Published online by Cambridge University Press: 15 December 2009
Appearing in 1944, Capitalism and Slavery was a comprehensive attempt to explain the rise and fall of British colonial slavery in relation to the evolution of European world-capitalism. For the final stages of British slavery, Eric Williams developed a two-pronged argument linking its demise to changes in the British imperial economy. The first prong emphasized changes in the economic balance between the metropolis and the colonies. Down to the American Revolutionary War, concluded Williams, British slavery and the British Atlantic slave trade were growing and complementary elements of the imperial economy. The slave system provided an ever-increasing amount of tropical staples, a protected market for British manufacturers, and a main source of British metropolitan capital. In a number of ways the slave economy helped to fuel the Industrial Revolution. Williams's second prong related the political economy of Caribbean slavery to an economic ideology designated as mercantilism. Mercantilism theoretically rationalized the multiple linkages of the system by assuming the need for a protected imperial zone in which British manufacturers, trade, and maritime skills could develop.

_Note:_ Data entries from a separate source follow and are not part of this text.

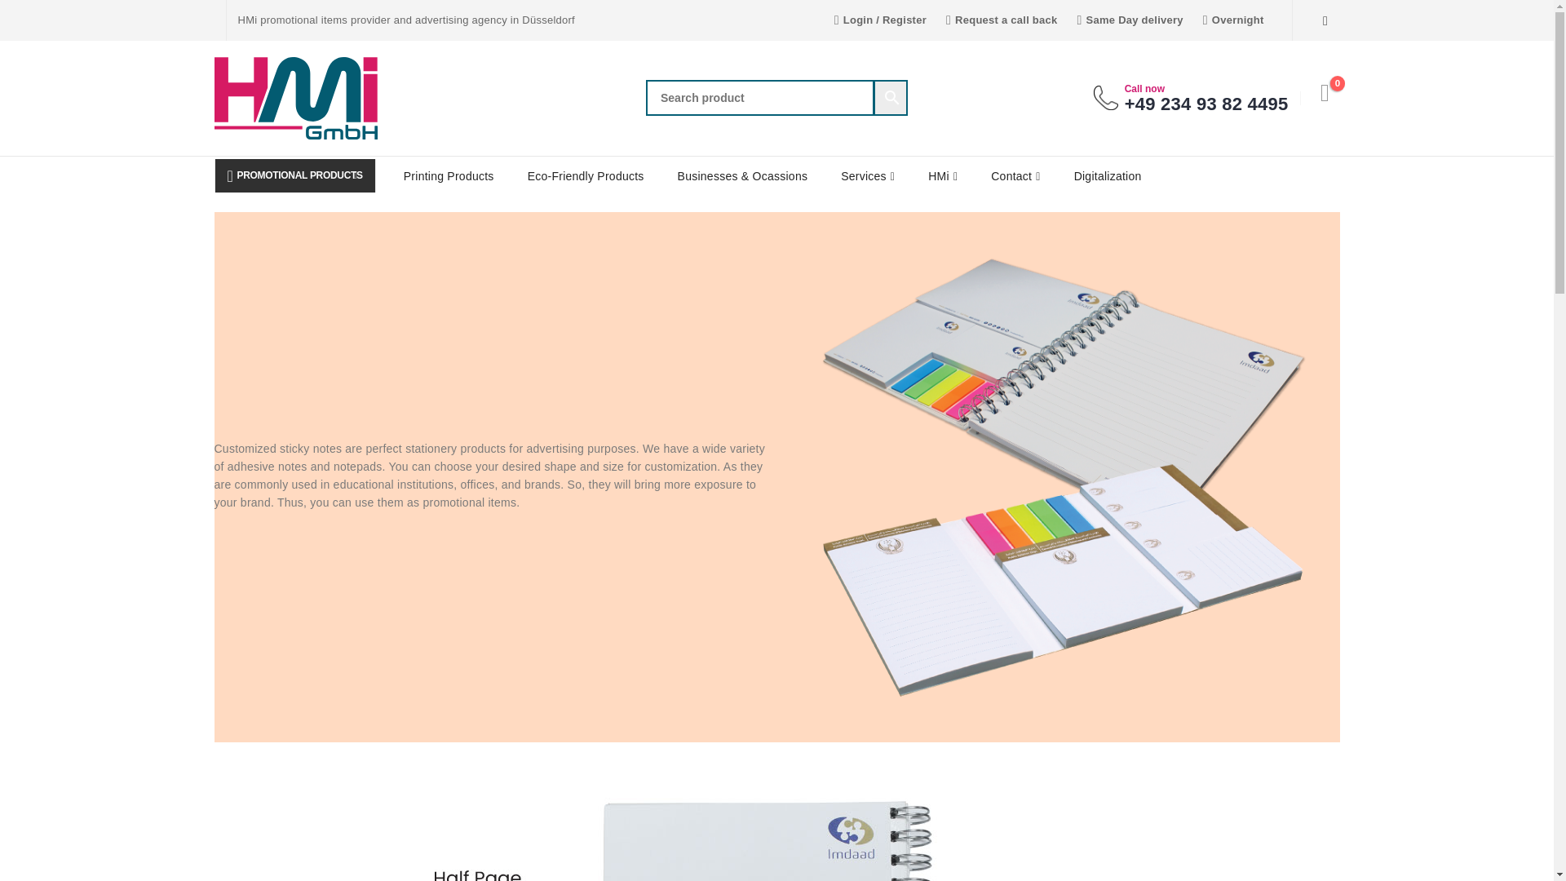 This screenshot has width=1566, height=881. What do you see at coordinates (868, 176) in the screenshot?
I see `Services` at bounding box center [868, 176].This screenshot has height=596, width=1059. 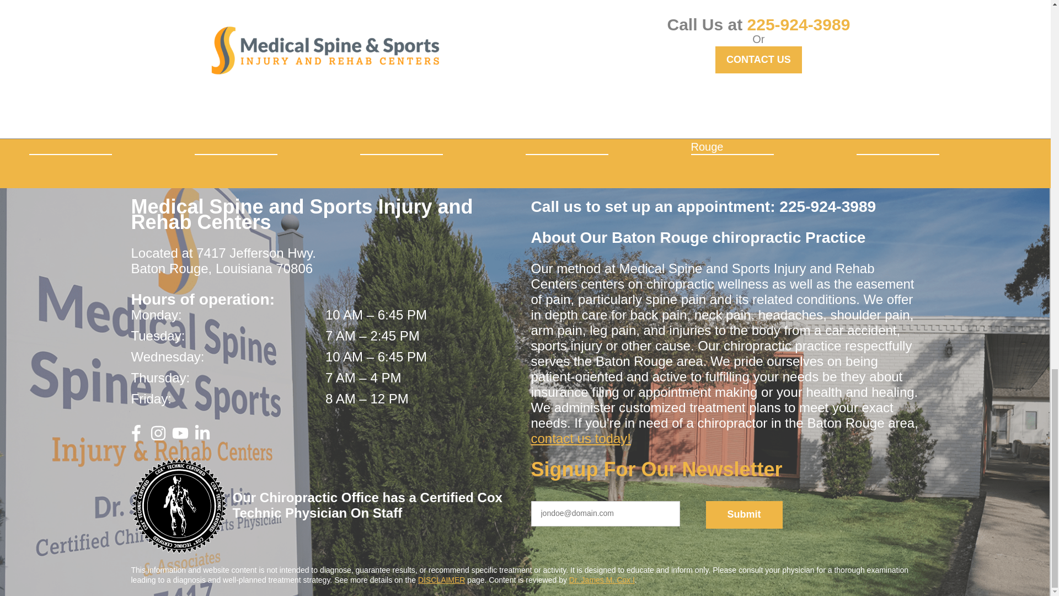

For Williams, the American Revolutionary War dramatically changed the economic and ideological relationship that had hitherto sustained and nurtured the slave system. British colonial production, under increasing competition from its French counterpart, ceased to provide what was needed by the Empire amply or cheaply enough. According to Capitalism and Slavery, 1776 began the “uninterrupted decline” of the British West Indies as a producer of British staples, as a consumer of British industrial output, and as a contributor to British capital.